What Are Those Tiny Spots on Apples?

Think of an apple’s lenticels as tiny snorkels that help it to breathe.
They’re called lencticels.
They’re called lencticels. | Andrei Orlov/500px/Getty Images

The little pinprick spots on apples, pears, mangos, avocados, and potatoes are called lenticels (LEN-tih-sells), and they’re very important.

Plants need a constant stream of fresh air, just like people, and that “fresh air” means carbon dioxide. Flowers, trees, and fruit all take in carbon dioxide and give off oxygen. But unlike people, plants don’t have nostrils.

That's where a plant's lenticels come in. Each little speck is an opening in the fruit or tuber’s skin or the tree’s bark. Carbon dioxide goes in, and oxygen comes out. Through these minuscule snorkels, a plant is able to “breathe.”

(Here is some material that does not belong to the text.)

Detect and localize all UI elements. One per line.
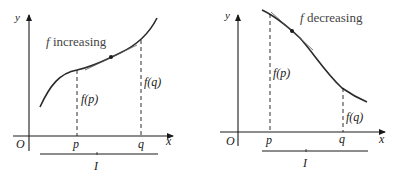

Like any opening, lenticels are vulnerable to infection and sickness. In an apple disease called lenticel breakdown, a nutrient deficiency causes the apples’ spots to darken and turn into brown pits. This doesn’t hurt the inside of the fruit, but it does make the apple look pretty unattractive to shoppers expecting a perfectly formed apple. In the equally unappealing disease known as lenticel blotch pit, the skin around the apple’s lenticels gets patchy and dark, like a weird rash. 

Edible fruits and vegetables are not the only plants with lenticels. Woody plants sport the spots on their stems and trunks, and they often produce pleasing patterns and textures valued by horticulturists. Species of birch trees have horizontal lenticels on their trunks; the papery bark of river birch (Betula nigra) peels off in spring to reveal a new layer of lenticelled tissue. Dot-like lenticels are also visible on the stems of native North American shrubs like oakleaf hydrangea (Hydrangea quercifolia), pawpaw (Asimina triloba), sweet-shrub (Calycanthus floridus), and northern spicebush (Lindera benzoin), to name a few.

Have you got a Big Question you'd like us to answer? If so, let us know by emailing us at bigquestions@mentalfloss.com.

Discover More Stories About Plants:

A version of this story was published in 2017; it has been updated for 2025.